AI Agents Are Moving Fast Into Production—But Trust Issues Are Slowing Them Down

A new report from Dynatrace reveals that autonomous AI systems are rapidly advancing from experimental pilots to real-world production, but organizations are hitting significant barriers around trust, visibility, and control.

Widespread Adoption Across Critical Functions

According to “The Pulse of Agentic AI in 2026” report, which surveyed 919 senior leaders globally, 72% of organizations are already using AI agents for IT operations and DevOps. Half of all companies are deploying these autonomous systems for both internal operations and customer-facing applications. The technology has gained particular traction in mission-critical areas like cybersecurity, software engineering, and customer support—precisely the functions that can least afford failures.

Budget commitments remain robust, with current spending averaging $2-5 million annually. Three-quarters of organizations expect their agentic AI budgets to increase over the next year, signaling sustained priority despite economic uncertainties.

Production Readiness Hampered by Technical Barriers

While 50% of respondents have projects in production for limited use cases and 44% report broad adoption in select departments, significant obstacles remain. The top technical barrier? Organizations struggle to set clear rules for when AI agents should act autonomously versus when they should require human approval.

Other critical challenges include limited visibility into how agents make decisions, difficulty monitoring performance at scale, and problems tracing downstream impacts of unexpected behaviors. These observability gaps are preventing organizations from scaling their AI initiatives with confidence.

Humans Firmly in the Loop

Despite the “autonomous” label, human oversight remains paramount. The report found that 69% of agentic AI decisions are currently verified by humans, with data quality checks, human review, and drift monitoring serving as the primary validation measures.

Notably, 64% of organizations are building both fully autonomous and human-supervised agents, while only 13% are creating solely autonomous systems. Future automation goals indicate a 60/40 split favoring human-AI collaboration over full autonomy for most business applications.

The Observability Imperative

Organizations are discovering that traditional monitoring tools designed for deterministic software fall short when applied to probability-based AI systems. Nearly 70% use observability during implementation to integrate with existing systems and detect anomalies, but respondents report clear gaps in understanding AI behavior, risks, and business outcomes.

Leaders describe troubling “black box” behavior, fragmented monitoring, and weak linkages between technical metrics and business results. Manual reviews of AI communication flows—still used by 44% of organizations—simply cannot scale.

What’s Next

The report concludes that scaling agentic AI safely requires a fundamental shift: observability must function as a control plane, providing deterministic, context-based foundations for generative AI decisions. Organizations that establish this foundation—combining real-time monitoring with intelligent guardrails—will lead the next phase of autonomous operations.

As one executive noted, “Current tools lack real-time insights and proactive anomaly detection.” For AI agents to deliver on their promise, that must change.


Transcribe the records verbatim, images excluded.
START DATA PROVIDED
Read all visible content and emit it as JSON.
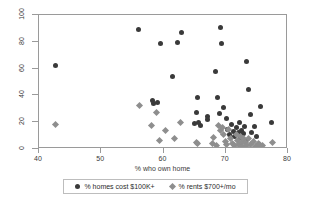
{
  "chart_data": {
    "type": "scatter",
    "title": "",
    "xlabel": "% who own home",
    "ylabel": "",
    "xlim": [
      40,
      80
    ],
    "ylim": [
      0,
      100
    ],
    "xticks": [
      40,
      50,
      60,
      70,
      80
    ],
    "yticks": [
      0,
      20,
      40,
      60,
      80,
      100
    ],
    "grid": false,
    "legend_position": "bottom",
    "series": [
      {
        "name": "% homes cost $100K+",
        "marker": "circle",
        "color": "#3a3a3a",
        "points": [
          [
            42.6,
            62.0
          ],
          [
            56.0,
            89.0
          ],
          [
            58.2,
            36.5
          ],
          [
            58.4,
            34.0
          ],
          [
            59.1,
            34.5
          ],
          [
            59.5,
            78.5
          ],
          [
            61.5,
            54.0
          ],
          [
            62.3,
            79.5
          ],
          [
            62.9,
            87.0
          ],
          [
            64.9,
            19.0
          ],
          [
            65.3,
            27.5
          ],
          [
            65.4,
            38.5
          ],
          [
            65.6,
            19.5
          ],
          [
            66.0,
            17.5
          ],
          [
            67.0,
            24.0
          ],
          [
            67.1,
            22.0
          ],
          [
            68.3,
            57.5
          ],
          [
            68.6,
            38.5
          ],
          [
            69.0,
            26.5
          ],
          [
            69.2,
            91.0
          ],
          [
            69.3,
            78.5
          ],
          [
            69.6,
            31.0
          ],
          [
            70.1,
            22.5
          ],
          [
            70.3,
            14.5
          ],
          [
            70.6,
            11.0
          ],
          [
            71.0,
            18.0
          ],
          [
            71.2,
            13.0
          ],
          [
            71.4,
            9.0
          ],
          [
            71.8,
            16.0
          ],
          [
            72.0,
            12.0
          ],
          [
            72.2,
            20.0
          ],
          [
            72.4,
            8.5
          ],
          [
            72.6,
            14.0
          ],
          [
            72.8,
            11.5
          ],
          [
            73.0,
            16.5
          ],
          [
            73.2,
            6.5
          ],
          [
            73.3,
            65.0
          ],
          [
            73.6,
            44.5
          ],
          [
            73.9,
            25.5
          ],
          [
            74.2,
            12.5
          ],
          [
            74.6,
            17.0
          ],
          [
            75.0,
            9.5
          ],
          [
            75.6,
            31.5
          ],
          [
            77.4,
            19.5
          ]
        ]
      },
      {
        "name": "% rents $700+/mo",
        "marker": "diamond",
        "color": "#8e8e8e",
        "points": [
          [
            42.6,
            18.5
          ],
          [
            56.1,
            32.5
          ],
          [
            58.0,
            17.5
          ],
          [
            58.9,
            27.5
          ],
          [
            59.4,
            6.5
          ],
          [
            60.3,
            14.0
          ],
          [
            61.7,
            7.5
          ],
          [
            62.7,
            20.0
          ],
          [
            65.3,
            4.5
          ],
          [
            65.5,
            4.0
          ],
          [
            67.8,
            4.0
          ],
          [
            68.1,
            8.5
          ],
          [
            68.5,
            2.5
          ],
          [
            68.9,
            17.5
          ],
          [
            69.2,
            13.5
          ],
          [
            69.5,
            16.0
          ],
          [
            69.7,
            10.5
          ],
          [
            70.0,
            5.5
          ],
          [
            70.2,
            3.0
          ],
          [
            70.5,
            14.5
          ],
          [
            70.8,
            8.0
          ],
          [
            71.1,
            4.0
          ],
          [
            71.4,
            2.5
          ],
          [
            71.7,
            11.0
          ],
          [
            71.9,
            6.5
          ],
          [
            72.1,
            3.5
          ],
          [
            72.3,
            9.5
          ],
          [
            72.5,
            5.0
          ],
          [
            72.7,
            2.0
          ],
          [
            72.9,
            7.5
          ],
          [
            73.1,
            4.5
          ],
          [
            73.4,
            2.5
          ],
          [
            73.7,
            8.0
          ],
          [
            74.0,
            3.0
          ],
          [
            74.4,
            5.5
          ],
          [
            74.8,
            2.0
          ],
          [
            75.2,
            4.0
          ],
          [
            75.5,
            3.0
          ],
          [
            75.9,
            2.5
          ],
          [
            77.5,
            5.0
          ]
        ]
      }
    ]
  },
  "legend": {
    "entries": [
      {
        "label": "% homes cost $100K+"
      },
      {
        "label": "% rents $700+/mo"
      }
    ]
  }
}
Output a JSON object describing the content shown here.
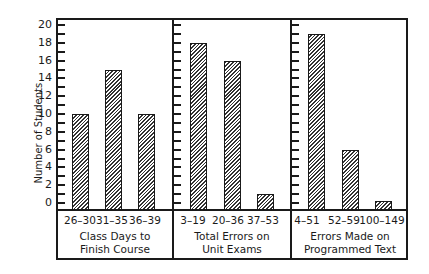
{
  "chart_data": {
    "type": "bar",
    "ylabel": "Number of Students",
    "ylim": [
      0,
      20
    ],
    "yticks": [
      0,
      2,
      4,
      6,
      8,
      10,
      12,
      14,
      16,
      18,
      20
    ],
    "grid": false,
    "panels": [
      {
        "title_line1": "Class Days to",
        "title_line2": "Finish Course",
        "categories": [
          "26–30",
          "31–35",
          "36–39"
        ],
        "values": [
          10,
          15,
          10
        ]
      },
      {
        "title_line1": "Total Errors on",
        "title_line2": "Unit Exams",
        "categories": [
          "3–19",
          "20–36",
          "37–53"
        ],
        "values": [
          18,
          16,
          1
        ]
      },
      {
        "title_line1": "Errors Made on",
        "title_line2": "Programmed Text",
        "categories": [
          "4–51",
          "52–59",
          "100–149"
        ],
        "values": [
          19,
          6,
          0.2
        ]
      }
    ]
  }
}
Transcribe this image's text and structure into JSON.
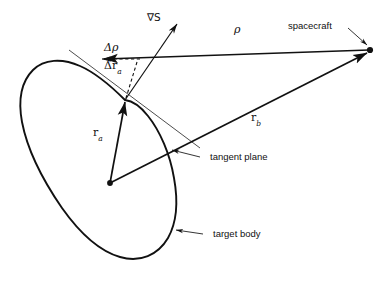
{
  "figure": {
    "kind": "vector-geometry-diagram",
    "background_color": "#ffffff",
    "stroke_color": "#111111",
    "width": 382,
    "height": 287,
    "labels": {
      "grad_s": "∇S",
      "delta_rho": "Δρ",
      "delta_r_a_symbol": "Δr",
      "delta_r_a_subscript": "a",
      "rho": "ρ",
      "r_a_symbol": "r",
      "r_a_subscript": "a",
      "r_b_symbol": "r",
      "r_b_subscript": "b",
      "spacecraft": "spacecraft",
      "tangent_plane": "tangent plane",
      "target_body": "target body"
    },
    "points": {
      "spacecraft": [
        370,
        50
      ],
      "surface_contact": [
        125,
        100
      ],
      "body_center": [
        110,
        183
      ],
      "grad_s_tip": [
        178,
        22
      ],
      "delta_rho_arrow_tip": [
        100,
        59
      ],
      "delta_rho_arrow_tail": [
        143,
        59
      ]
    }
  }
}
END DATA PROVIDED
## TASK SOLUTION
Read all visible content and emit it as JSON.
{
  "chart_data": {
    "type": "scatter",
    "title": "",
    "xlabel": "% who own home",
    "ylabel": "",
    "xlim": [
      40,
      80
    ],
    "ylim": [
      0,
      100
    ],
    "xticks": [
      40,
      50,
      60,
      70,
      80
    ],
    "yticks": [
      0,
      20,
      40,
      60,
      80,
      100
    ],
    "grid": false,
    "legend_position": "bottom",
    "series": [
      {
        "name": "% homes cost $100K+",
        "marker": "circle",
        "color": "#3a3a3a",
        "points": [
          [
            42.6,
            62.0
          ],
          [
            56.0,
            89.0
          ],
          [
            58.2,
            36.5
          ],
          [
            58.4,
            34.0
          ],
          [
            59.1,
            34.5
          ],
          [
            59.5,
            78.5
          ],
          [
            61.5,
            54.0
          ],
          [
            62.3,
            79.5
          ],
          [
            62.9,
            87.0
          ],
          [
            64.9,
            19.0
          ],
          [
            65.3,
            27.5
          ],
          [
            65.4,
            38.5
          ],
          [
            65.6,
            19.5
          ],
          [
            66.0,
            17.5
          ],
          [
            67.0,
            24.0
          ],
          [
            67.1,
            22.0
          ],
          [
            68.3,
            57.5
          ],
          [
            68.6,
            38.5
          ],
          [
            69.0,
            26.5
          ],
          [
            69.2,
            91.0
          ],
          [
            69.3,
            78.5
          ],
          [
            69.6,
            31.0
          ],
          [
            70.1,
            22.5
          ],
          [
            70.3,
            14.5
          ],
          [
            70.6,
            11.0
          ],
          [
            71.0,
            18.0
          ],
          [
            71.2,
            13.0
          ],
          [
            71.4,
            9.0
          ],
          [
            71.8,
            16.0
          ],
          [
            72.0,
            12.0
          ],
          [
            72.2,
            20.0
          ],
          [
            72.4,
            8.5
          ],
          [
            72.6,
            14.0
          ],
          [
            72.8,
            11.5
          ],
          [
            73.0,
            16.5
          ],
          [
            73.2,
            6.5
          ],
          [
            73.3,
            65.0
          ],
          [
            73.6,
            44.5
          ],
          [
            73.9,
            25.5
          ],
          [
            74.2,
            12.5
          ],
          [
            74.6,
            17.0
          ],
          [
            75.0,
            9.5
          ],
          [
            75.6,
            31.5
          ],
          [
            77.4,
            19.5
          ]
        ]
      },
      {
        "name": "% rents $700+/mo",
        "marker": "diamond",
        "color": "#8e8e8e",
        "points": [
          [
            42.6,
            18.5
          ],
          [
            56.1,
            32.5
          ],
          [
            58.0,
            17.5
          ],
          [
            58.9,
            27.5
          ],
          [
            59.4,
            6.5
          ],
          [
            60.3,
            14.0
          ],
          [
            61.7,
            7.5
          ],
          [
            62.7,
            20.0
          ],
          [
            65.3,
            4.5
          ],
          [
            65.5,
            4.0
          ],
          [
            67.8,
            4.0
          ],
          [
            68.1,
            8.5
          ],
          [
            68.5,
            2.5
          ],
          [
            68.9,
            17.5
          ],
          [
            69.2,
            13.5
          ],
          [
            69.5,
            16.0
          ],
          [
            69.7,
            10.5
          ],
          [
            70.0,
            5.5
          ],
          [
            70.2,
            3.0
          ],
          [
            70.5,
            14.5
          ],
          [
            70.8,
            8.0
          ],
          [
            71.1,
            4.0
          ],
          [
            71.4,
            2.5
          ],
          [
            71.7,
            11.0
          ],
          [
            71.9,
            6.5
          ],
          [
            72.1,
            3.5
          ],
          [
            72.3,
            9.5
          ],
          [
            72.5,
            5.0
          ],
          [
            72.7,
            2.0
          ],
          [
            72.9,
            7.5
          ],
          [
            73.1,
            4.5
          ],
          [
            73.4,
            2.5
          ],
          [
            73.7,
            8.0
          ],
          [
            74.0,
            3.0
          ],
          [
            74.4,
            5.5
          ],
          [
            74.8,
            2.0
          ],
          [
            75.2,
            4.0
          ],
          [
            75.5,
            3.0
          ],
          [
            75.9,
            2.5
          ],
          [
            77.5,
            5.0
          ]
        ]
      }
    ]
  },
  "legend": {
    "entries": [
      {
        "label": "% homes cost $100K+"
      },
      {
        "label": "% rents $700+/mo"
      }
    ]
  }
}
Output a JSON object describing the content shown here.
{
  "chart_data": {
    "type": "bar",
    "ylabel": "Number of Students",
    "ylim": [
      0,
      20
    ],
    "yticks": [
      0,
      2,
      4,
      6,
      8,
      10,
      12,
      14,
      16,
      18,
      20
    ],
    "grid": false,
    "panels": [
      {
        "title_line1": "Class Days to",
        "title_line2": "Finish Course",
        "categories": [
          "26–30",
          "31–35",
          "36–39"
        ],
        "values": [
          10,
          15,
          10
        ]
      },
      {
        "title_line1": "Total Errors on",
        "title_line2": "Unit Exams",
        "categories": [
          "3–19",
          "20–36",
          "37–53"
        ],
        "values": [
          18,
          16,
          1
        ]
      },
      {
        "title_line1": "Errors Made on",
        "title_line2": "Programmed Text",
        "categories": [
          "4–51",
          "52–59",
          "100–149"
        ],
        "values": [
          19,
          6,
          0.2
        ]
      }
    ]
  }
}
Transcribe this image's text and structure into JSON.
{
  "figure": {
    "kind": "vector-geometry-diagram",
    "background_color": "#ffffff",
    "stroke_color": "#111111",
    "width": 382,
    "height": 287,
    "labels": {
      "grad_s": "∇S",
      "delta_rho": "Δρ",
      "delta_r_a_symbol": "Δr",
      "delta_r_a_subscript": "a",
      "rho": "ρ",
      "r_a_symbol": "r",
      "r_a_subscript": "a",
      "r_b_symbol": "r",
      "r_b_subscript": "b",
      "spacecraft": "spacecraft",
      "tangent_plane": "tangent plane",
      "target_body": "target body"
    },
    "points": {
      "spacecraft": [
        370,
        50
      ],
      "surface_contact": [
        125,
        100
      ],
      "body_center": [
        110,
        183
      ],
      "grad_s_tip": [
        178,
        22
      ],
      "delta_rho_arrow_tip": [
        100,
        59
      ],
      "delta_rho_arrow_tail": [
        143,
        59
      ]
    }
  }
}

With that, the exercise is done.